Doctors put Donna Landrigan in a coma for five months as they struggled to find out what was wrong with her.
Landrigan’s tale was chronicled by AOL Health, kicking off with the painful headaches that the mother of three, then 35, was suffering from for almost a month until she finally collapsed on her kitchen floor.
http://www.aolhealth.com/2010/11/04/doctors-induce-5-month-coma-to-save-womans-life/?ncid=webmail
But as Landrigan’s case demonstrated, diagnosing a brain malady can play out like an episode of “House.” Physicians for months were stymied and couldn’t determine exactly what was wrong with Landrigan’s brain. Ultimately, she received treatments at four hospitals in several different states.
Doctors initially thought that Landrigan has encephalitis, or swelling of the brain due to infection. But tests came back negative. Then physicians believed that the young mother had nonconvulsive status epilepticus, which entails seizures and kills more than half the people who have it. But that diagnosis didn’t pan out.
At that point, doctors put Landrigan into a coma using propofol, the powerful anesthetic that killed pop superstar Michael Jackson. They did it because they feared that her brain could not continue to withstand the seizures she was having. Later, doctors put Landrigan into an even deeper coma using pentobarbital.
The woman’s condition worsened, and doctors then went on to a new diagnosis: That one of Landrigan’s own antibodies was injuring her brain.
That, it turns out, was the answer. Landrigan had anti-NMDA receptor antibodies, which can attack brain nerve cells, according to AOL Health. These antibodies typically appear when someone has a teratoma, which is a kind of tumor that people get in the ovaries or testes.
Doctors removed Landrigan’s ovaries and fallopians tubes, and discovered that she did in fact have a benign teratoma. Her diagnosis was anti-NMDA receptor encephalitis. Landrigan was then slowly brought out of her induced coma.
Although her seizures ended once her tumor was removed, Landrigan is not back to her old self. A year after being taken out of her coma, the mother, now 36, remains in a wheelchair and has nerve damage, according to AOL Health. She still expects to walk one day.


> **WHAT IS REQUIRED**
For the records below, tally the lines that include the word "psgn" and report the number alone.

> **DATA TO USE**
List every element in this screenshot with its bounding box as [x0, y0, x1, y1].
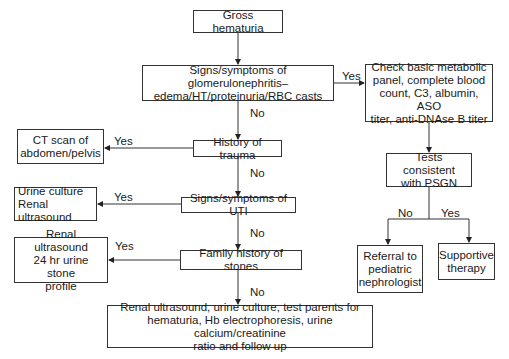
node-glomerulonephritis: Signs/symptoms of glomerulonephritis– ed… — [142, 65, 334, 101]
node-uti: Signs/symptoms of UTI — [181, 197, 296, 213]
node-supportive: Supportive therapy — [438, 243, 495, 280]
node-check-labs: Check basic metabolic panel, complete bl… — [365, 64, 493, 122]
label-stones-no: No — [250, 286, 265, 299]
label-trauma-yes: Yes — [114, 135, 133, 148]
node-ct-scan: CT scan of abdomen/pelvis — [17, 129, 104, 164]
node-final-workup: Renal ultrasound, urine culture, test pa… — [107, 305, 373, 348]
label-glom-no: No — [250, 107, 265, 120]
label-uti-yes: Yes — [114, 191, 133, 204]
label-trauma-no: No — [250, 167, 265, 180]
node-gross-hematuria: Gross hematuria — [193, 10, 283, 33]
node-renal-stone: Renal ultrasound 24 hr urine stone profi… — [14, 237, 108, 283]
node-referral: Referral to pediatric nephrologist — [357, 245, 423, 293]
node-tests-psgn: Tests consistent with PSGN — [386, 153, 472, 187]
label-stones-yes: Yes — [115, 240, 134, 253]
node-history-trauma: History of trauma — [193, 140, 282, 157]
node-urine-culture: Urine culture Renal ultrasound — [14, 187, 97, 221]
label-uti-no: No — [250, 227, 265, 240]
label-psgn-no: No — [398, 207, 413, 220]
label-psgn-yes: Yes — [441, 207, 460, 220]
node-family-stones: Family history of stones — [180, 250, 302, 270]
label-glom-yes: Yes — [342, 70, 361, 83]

> **RESULT OF THIS EXERCISE**
3